Mapping the London Blitz

bombsight

The London Blitz, from 1940-1941, was a traumatic event that changed London’s landscape for ever. Until now, maps of the impact sights from the bombs falling on the city, have remained in paper form and have only been available to view when travelling to public archives, or through specialist planning consultancies. We have featured one such map on this website a few months ago. Now, researchers from the University of Portsmouth and UCL, funded by JISC, have released a new website, Bomb Sight, which has digitised the impact locations and plotted them on modern and historical maps. Initially you’ll see clusters of red dots across the city – on zooming in the dots turn clickable and you’ll be able to find out additional information about each bomb and the impact it had on the area. There are three filters – you can view the first night, first week or the whole period. There is also an application available shortly for Android-based smartphones, developed by Geobits, which shows an augmented reality view – you can walk through the streets holding your phone, and it overlays the locations of nearby impact sites on your view of your current street, as it was 70 years ago.

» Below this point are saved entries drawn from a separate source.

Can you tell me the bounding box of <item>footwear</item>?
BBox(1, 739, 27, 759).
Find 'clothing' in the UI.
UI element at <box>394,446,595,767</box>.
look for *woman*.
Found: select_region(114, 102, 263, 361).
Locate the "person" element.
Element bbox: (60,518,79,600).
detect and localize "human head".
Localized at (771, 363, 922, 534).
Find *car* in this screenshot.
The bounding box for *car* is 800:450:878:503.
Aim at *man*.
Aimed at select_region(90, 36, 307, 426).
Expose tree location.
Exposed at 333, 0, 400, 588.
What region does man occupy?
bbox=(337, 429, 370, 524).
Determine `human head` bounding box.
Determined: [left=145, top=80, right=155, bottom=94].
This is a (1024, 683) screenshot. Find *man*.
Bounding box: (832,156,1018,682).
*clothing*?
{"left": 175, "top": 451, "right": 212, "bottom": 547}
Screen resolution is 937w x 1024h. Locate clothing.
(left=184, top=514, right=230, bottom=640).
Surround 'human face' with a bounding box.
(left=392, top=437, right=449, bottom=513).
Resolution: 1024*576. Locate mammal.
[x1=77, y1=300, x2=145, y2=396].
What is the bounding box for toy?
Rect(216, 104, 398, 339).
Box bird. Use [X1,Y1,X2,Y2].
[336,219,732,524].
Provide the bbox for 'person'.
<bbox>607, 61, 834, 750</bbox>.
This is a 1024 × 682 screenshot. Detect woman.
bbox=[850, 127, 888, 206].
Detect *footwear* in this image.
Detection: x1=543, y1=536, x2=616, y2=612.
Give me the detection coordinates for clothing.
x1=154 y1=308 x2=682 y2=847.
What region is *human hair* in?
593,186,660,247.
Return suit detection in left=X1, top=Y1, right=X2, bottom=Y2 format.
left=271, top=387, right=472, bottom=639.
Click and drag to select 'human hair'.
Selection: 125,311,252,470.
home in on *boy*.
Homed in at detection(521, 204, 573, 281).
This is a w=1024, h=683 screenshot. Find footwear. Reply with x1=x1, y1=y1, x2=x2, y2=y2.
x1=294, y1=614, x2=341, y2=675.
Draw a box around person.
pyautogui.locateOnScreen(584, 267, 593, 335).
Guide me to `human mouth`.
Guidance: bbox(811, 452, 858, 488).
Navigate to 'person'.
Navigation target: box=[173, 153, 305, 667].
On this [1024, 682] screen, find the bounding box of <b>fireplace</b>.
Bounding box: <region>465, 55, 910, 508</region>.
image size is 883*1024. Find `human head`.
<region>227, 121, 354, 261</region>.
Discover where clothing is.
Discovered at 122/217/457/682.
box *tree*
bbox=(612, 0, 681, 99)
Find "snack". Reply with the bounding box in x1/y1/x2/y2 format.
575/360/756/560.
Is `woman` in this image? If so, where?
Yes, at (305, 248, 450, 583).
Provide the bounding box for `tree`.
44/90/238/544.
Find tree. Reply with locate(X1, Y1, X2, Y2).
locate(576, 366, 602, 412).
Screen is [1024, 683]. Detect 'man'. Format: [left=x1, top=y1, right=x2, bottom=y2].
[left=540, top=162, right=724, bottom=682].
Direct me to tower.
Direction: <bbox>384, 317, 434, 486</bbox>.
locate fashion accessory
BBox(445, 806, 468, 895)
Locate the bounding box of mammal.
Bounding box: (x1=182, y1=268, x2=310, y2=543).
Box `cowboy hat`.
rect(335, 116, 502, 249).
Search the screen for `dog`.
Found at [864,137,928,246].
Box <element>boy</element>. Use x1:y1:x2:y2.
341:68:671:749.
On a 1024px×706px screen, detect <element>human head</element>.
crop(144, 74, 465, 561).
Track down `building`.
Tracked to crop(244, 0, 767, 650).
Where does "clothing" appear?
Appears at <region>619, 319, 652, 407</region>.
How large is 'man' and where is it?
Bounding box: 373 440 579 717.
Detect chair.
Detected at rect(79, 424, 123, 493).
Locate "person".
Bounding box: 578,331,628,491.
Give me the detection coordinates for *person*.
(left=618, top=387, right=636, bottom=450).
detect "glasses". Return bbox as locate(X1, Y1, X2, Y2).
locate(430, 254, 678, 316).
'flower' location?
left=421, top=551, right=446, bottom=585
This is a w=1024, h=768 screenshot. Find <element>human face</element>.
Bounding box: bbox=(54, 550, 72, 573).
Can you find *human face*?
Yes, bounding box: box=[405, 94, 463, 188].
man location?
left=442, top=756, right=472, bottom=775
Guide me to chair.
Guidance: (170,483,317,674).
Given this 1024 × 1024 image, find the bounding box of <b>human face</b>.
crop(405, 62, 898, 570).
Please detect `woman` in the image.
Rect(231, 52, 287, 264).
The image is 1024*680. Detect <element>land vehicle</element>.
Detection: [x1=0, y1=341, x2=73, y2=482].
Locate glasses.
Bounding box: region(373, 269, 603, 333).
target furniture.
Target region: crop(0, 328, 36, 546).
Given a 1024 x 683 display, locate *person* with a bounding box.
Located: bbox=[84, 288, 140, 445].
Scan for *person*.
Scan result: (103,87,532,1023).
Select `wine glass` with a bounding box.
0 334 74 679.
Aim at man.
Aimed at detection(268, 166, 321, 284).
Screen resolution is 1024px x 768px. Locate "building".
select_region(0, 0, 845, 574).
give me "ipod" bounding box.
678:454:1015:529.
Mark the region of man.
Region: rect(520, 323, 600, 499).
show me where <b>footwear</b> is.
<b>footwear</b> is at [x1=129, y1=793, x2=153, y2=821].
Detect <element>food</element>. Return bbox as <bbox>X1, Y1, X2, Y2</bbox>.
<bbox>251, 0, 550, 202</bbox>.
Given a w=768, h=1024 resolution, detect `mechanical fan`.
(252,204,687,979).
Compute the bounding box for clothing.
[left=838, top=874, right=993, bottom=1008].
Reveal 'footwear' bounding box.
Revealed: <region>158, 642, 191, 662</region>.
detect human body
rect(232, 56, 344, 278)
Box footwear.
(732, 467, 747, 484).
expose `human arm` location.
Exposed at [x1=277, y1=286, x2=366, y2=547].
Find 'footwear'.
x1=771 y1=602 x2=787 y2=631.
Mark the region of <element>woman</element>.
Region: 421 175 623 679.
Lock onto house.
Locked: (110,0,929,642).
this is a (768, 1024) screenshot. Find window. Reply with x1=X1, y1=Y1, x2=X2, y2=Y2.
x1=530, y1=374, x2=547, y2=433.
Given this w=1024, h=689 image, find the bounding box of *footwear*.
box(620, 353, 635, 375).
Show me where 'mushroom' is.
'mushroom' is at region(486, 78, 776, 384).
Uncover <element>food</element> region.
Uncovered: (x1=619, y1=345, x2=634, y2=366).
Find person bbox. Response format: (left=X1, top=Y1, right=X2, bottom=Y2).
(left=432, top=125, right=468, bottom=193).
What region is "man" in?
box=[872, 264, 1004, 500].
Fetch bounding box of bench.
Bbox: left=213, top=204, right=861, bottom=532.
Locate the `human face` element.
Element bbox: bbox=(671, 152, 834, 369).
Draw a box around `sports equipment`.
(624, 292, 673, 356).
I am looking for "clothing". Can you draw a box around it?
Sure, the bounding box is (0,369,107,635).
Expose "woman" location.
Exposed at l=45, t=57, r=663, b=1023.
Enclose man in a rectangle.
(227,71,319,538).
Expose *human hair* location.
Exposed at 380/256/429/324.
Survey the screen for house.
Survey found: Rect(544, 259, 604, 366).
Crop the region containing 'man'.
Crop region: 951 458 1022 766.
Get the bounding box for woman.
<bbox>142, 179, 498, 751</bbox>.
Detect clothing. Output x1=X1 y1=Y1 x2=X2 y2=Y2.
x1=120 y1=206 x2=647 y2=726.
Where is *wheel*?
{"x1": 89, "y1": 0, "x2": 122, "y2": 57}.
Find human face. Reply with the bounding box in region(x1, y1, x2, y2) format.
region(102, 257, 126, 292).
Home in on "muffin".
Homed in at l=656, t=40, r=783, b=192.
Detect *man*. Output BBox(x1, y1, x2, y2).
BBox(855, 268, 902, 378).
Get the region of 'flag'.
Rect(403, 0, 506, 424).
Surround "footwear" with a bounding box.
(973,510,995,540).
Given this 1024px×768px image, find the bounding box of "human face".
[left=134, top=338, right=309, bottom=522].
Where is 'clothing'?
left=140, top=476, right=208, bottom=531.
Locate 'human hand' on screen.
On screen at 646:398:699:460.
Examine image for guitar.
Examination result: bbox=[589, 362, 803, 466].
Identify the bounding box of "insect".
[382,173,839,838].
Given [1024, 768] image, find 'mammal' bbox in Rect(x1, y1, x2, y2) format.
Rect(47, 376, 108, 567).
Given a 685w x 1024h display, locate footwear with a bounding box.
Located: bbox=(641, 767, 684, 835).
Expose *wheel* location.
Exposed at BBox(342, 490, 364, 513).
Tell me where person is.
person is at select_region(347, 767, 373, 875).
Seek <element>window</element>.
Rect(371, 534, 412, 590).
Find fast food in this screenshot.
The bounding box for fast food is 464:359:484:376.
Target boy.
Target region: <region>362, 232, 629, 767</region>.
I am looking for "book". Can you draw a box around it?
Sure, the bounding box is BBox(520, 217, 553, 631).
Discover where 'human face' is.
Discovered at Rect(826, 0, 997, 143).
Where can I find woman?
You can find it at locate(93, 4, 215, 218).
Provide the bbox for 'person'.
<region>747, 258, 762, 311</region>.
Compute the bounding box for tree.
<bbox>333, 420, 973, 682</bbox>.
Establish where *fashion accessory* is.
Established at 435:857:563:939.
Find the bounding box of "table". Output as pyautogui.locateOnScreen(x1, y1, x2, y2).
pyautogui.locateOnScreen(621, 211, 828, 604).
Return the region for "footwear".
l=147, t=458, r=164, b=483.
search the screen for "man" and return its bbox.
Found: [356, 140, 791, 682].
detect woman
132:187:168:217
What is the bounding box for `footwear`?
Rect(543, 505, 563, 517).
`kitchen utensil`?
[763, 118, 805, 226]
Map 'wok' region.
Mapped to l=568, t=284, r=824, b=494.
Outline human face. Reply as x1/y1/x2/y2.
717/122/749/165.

The effort to accurately digitise maps like these is far from trivial and it is an impressive example of discovering a public interest in information like this by making it readily viewable. The site received very heavy attention from the mainstream media earlier this week, so we have delayed featuring this map until now, the site is now accessible and responsive after having suffered somewhat from a different kind of impact – enthusiasm – earlier.

Congratulations to the Bomb Sight team and I look forward to further spatial data analyses of this fascinating and unique historical dataset, particularly as, in time, the data will be available for research by other academics and non-profits.